Tuesday, February 23, 2010

If a beautiful painting hung on the walls of museum of a planet which was uninhabited, is it beautiful?

Who has decided that it's beautiful, if no one has ever seen it?





Presumably it is, since an artist would have had to execute it in the first place, and if that has happened, then the painting has been seen by at least one person -- probably more, since it would have had to be transported to the uninhabited planet by someone and hung by that person; OR, it would have to be a relic of a lost civilization.

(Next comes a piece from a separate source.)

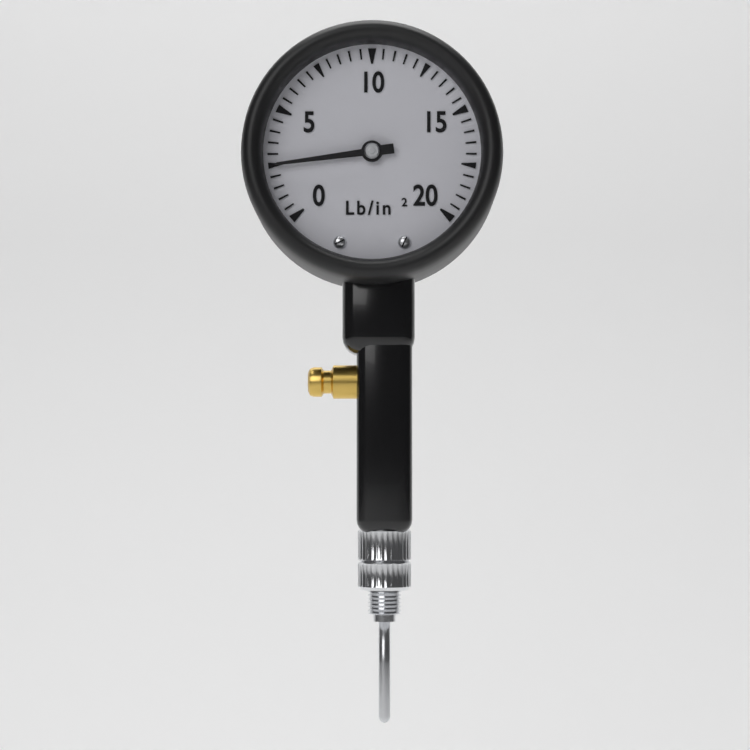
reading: 2.5 lb/in²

But beauty is beauty, whether or not it represents beauty to all cultures at all times. Let me put it this way: if a great painting by, say, Raphael, somehow survived a great cataclysm on earth and hung in the crumbling Vatican Museum for millennia before aliens showed up and found it, would it still be intrinsically beautiful?





Perhaps not to the aliens, not at first, and not according to their immediate understanding of beauty. But in an abstract, non-culturally specific sense, it would be. After all, today we value as ';beautiful'; many works of art from the past -- and past cultures -- that do not meet our contemporary western criteria of beauty. I suspect the aliens would do the same.

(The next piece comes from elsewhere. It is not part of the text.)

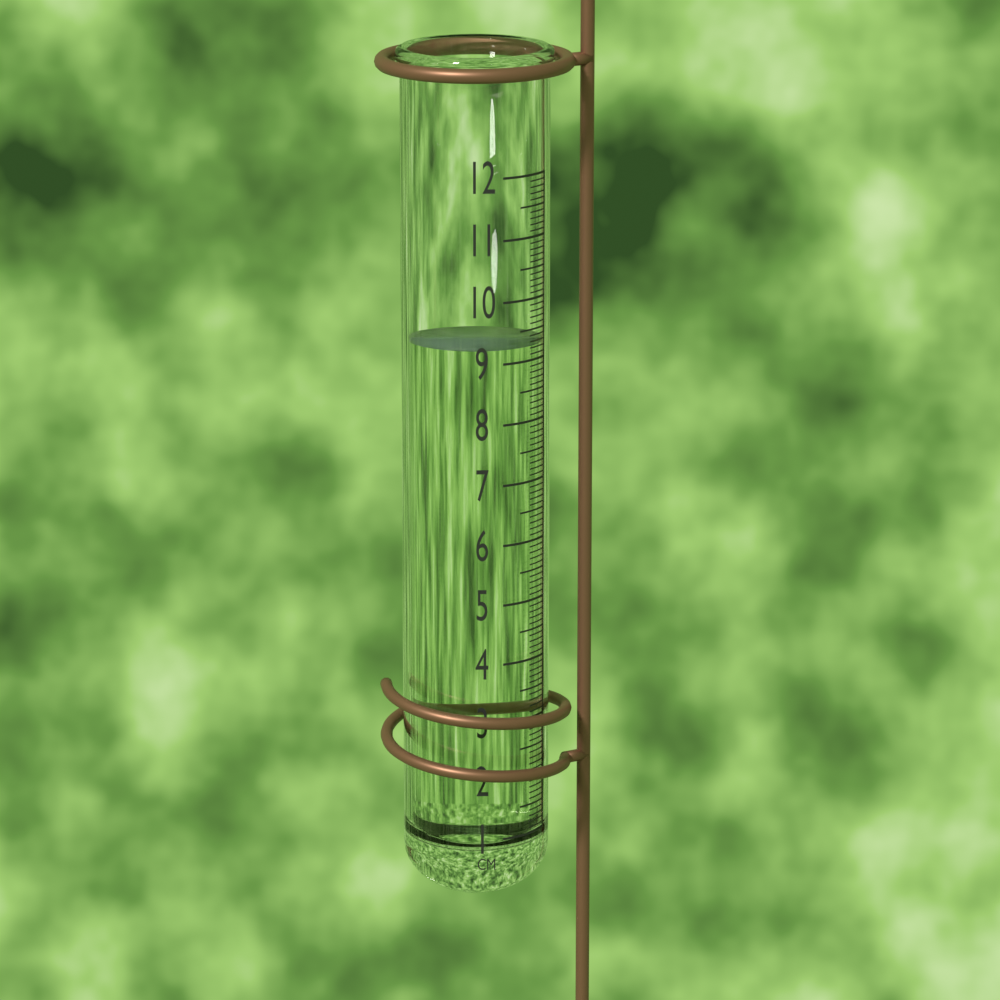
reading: 9.3 cm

An interesting question in the Philosophy of Aesthetics.If a beautiful painting hung on the walls of museum of a planet which was uninhabited, is it beautiful?
Since nobody saw it, I don't think it's beautiful. It like when a tree falls and nobody's around to hear it fall, there was no sound.If a beautiful painting hung on the walls of museum of a planet which was uninhabited, is it beautiful?
Well, you described it as beautiful so we will have to take your word for it.
Yes, of course. God knew it was there and knew of it's beauty.